Marine Harvest former manager, Álvaro Jiménez. (Photo:SalmonChile)
The Criminal Justice finally resolved to dismiss General Marine Harvest’s former manager Alvaro Jimenez lawsuit filed in 2011 by the Norwegian company after accusing him of breaching the corporation act.
The entrepreneur welcomed the favourable ruling and announced he will present legal actions against the worldwide largest salmon producer, Pulso reported.
The conflict began in September 2011 when the Norwegian multinational firm filed suit against Jimenez on the grounds that he had "deliberately concealed" participating indirectly in the profits of Salmones Sur Austral.
While the entrepreneur was not a shareholder, there was an agreement between his company Inversiones Monasterio (100 per cent his and his wife’s ownership) with one of the shareholders of Sur Austral, Inversiones Petrohué.
According to the investigation, in mid-2009 Jimenez agreed on commercial contracts with the firm Salmones Sur Austral to lease two production centres and the sale of smolts, in the midst of the health crisis that hit the Chilean salmon farming industry due to the spread of an outbreak of the infectious salmon anemia (ISA) virus.

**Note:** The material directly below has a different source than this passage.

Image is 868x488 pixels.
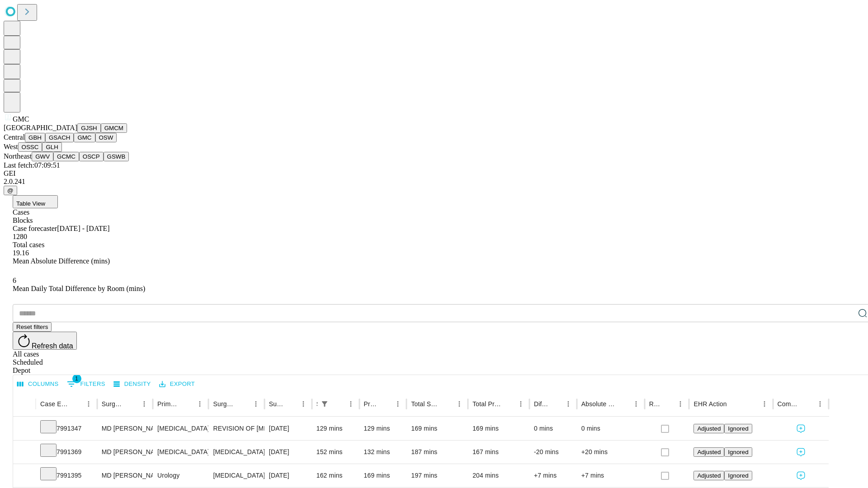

The Norwegian firm estimates that it had stopped earning between USD 10 million and USD 20 million, which it would have stopped receiving because of particular businesses are presumed to have been hidden by the former executive during the two years he was the senior manager of the Chilean subsidiary, between April 2008 and January 2011.
After this favourable outcome for Jimenez, the judgment is still pending in the civil courts, in the 14th Civil Court of Santiago. As it was reported by Pulso, "the cause entered testing stage and it is estimated that only in the second half of the year, a sentence would be issued".
In June 2013, the Arbitration Centre of the Chamber of Commerce of Santiago also ruled in favour of the executive and ordered Marine Harvest to pay damages amounting to USD 14 million to Salmones Sur Austral.
Marine Harvest considered that this ruling was "mistaken" and contained "an ominous message for the business ethics and the duties of loyalty."